Still, the best long term fix is a small emergency fund. Even $500 set aside can cover most short gaps without borrowing. For guidance on where that money should live, see our piece on saving vs investing: how to decide.

Budgeting Builds Credit Habits Too

A budget does more than track spending. It trains the habits that help your credit score, like paying on time and keeping card balances low.

Pair your budget with free monitoring from Creditship.ai to see how your score moves over time. Explore more saving tools on Firstcard to keep building on the progress.

Final Thoughts

A Microsoft Excel budget template does not have to be fancy. A short list of categories, a few formulas, and a simple chart can cover 90 percent of what most households need.

Start small, update it weekly, and adjust as your life changes. The best budget is the one you stick with.

Frequently Asked Questions

What are the most important formulas for an Excel budget?

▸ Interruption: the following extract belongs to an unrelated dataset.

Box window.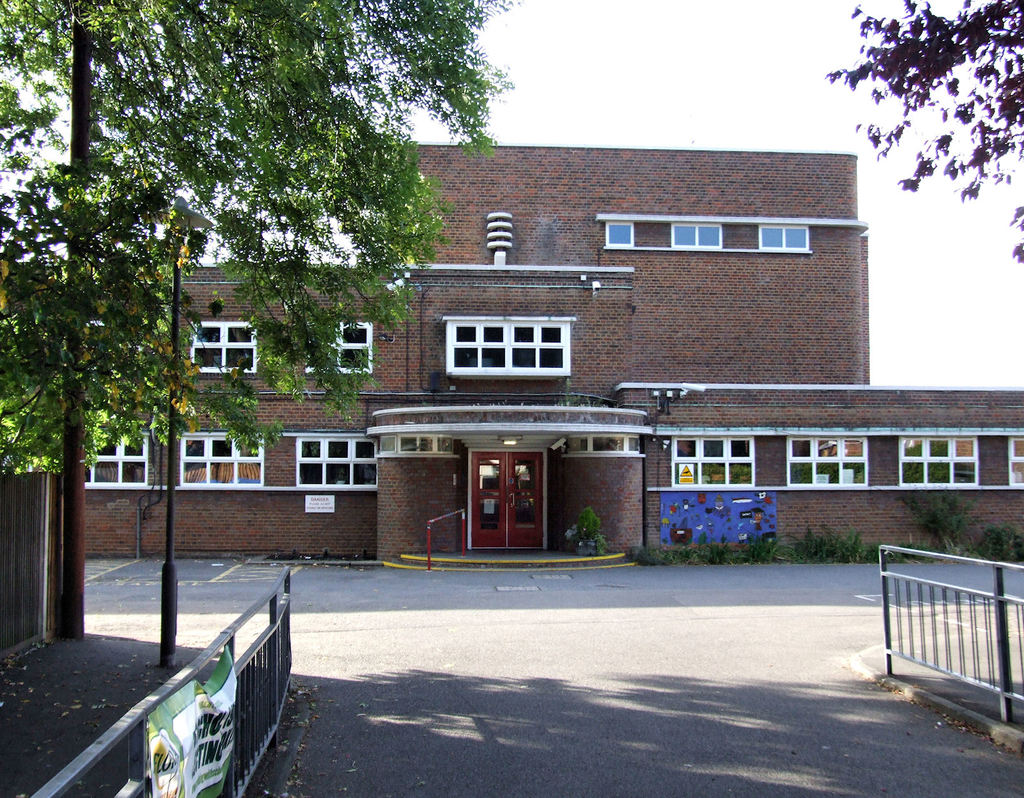
(x1=607, y1=223, x2=631, y2=246).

SUM, SUMIF, and simple subtraction are enough for most personal budgets. SUM totals a column, SUMIF adds rows that match a category, and subtraction gives you the difference between planned and actual. You can build a full budget with just these three.

How do I create categories in an Excel budget template?

List your category names in column A and your planned amounts in column B. Group similar expenses together, like putting rent and utilities under Housing. Most personal budgets work well with 6 to 10 main categories.

Is Excel better than a budgeting app?

Excel is free, flexible, and powerful, but it requires manual updates. Apps like Monarch Money pull transactions in automatically and chart them for you. Many people start in Excel and move to an app once they want to spend less time on data entry.

Can I use my Excel budget to improve my credit score?

Yes, indirectly. A budget makes it easier to pay bills on time and keep credit card balances low, both of which are major factors in your credit score. It does not change your score directly, but the habits it builds often lead to real improvements.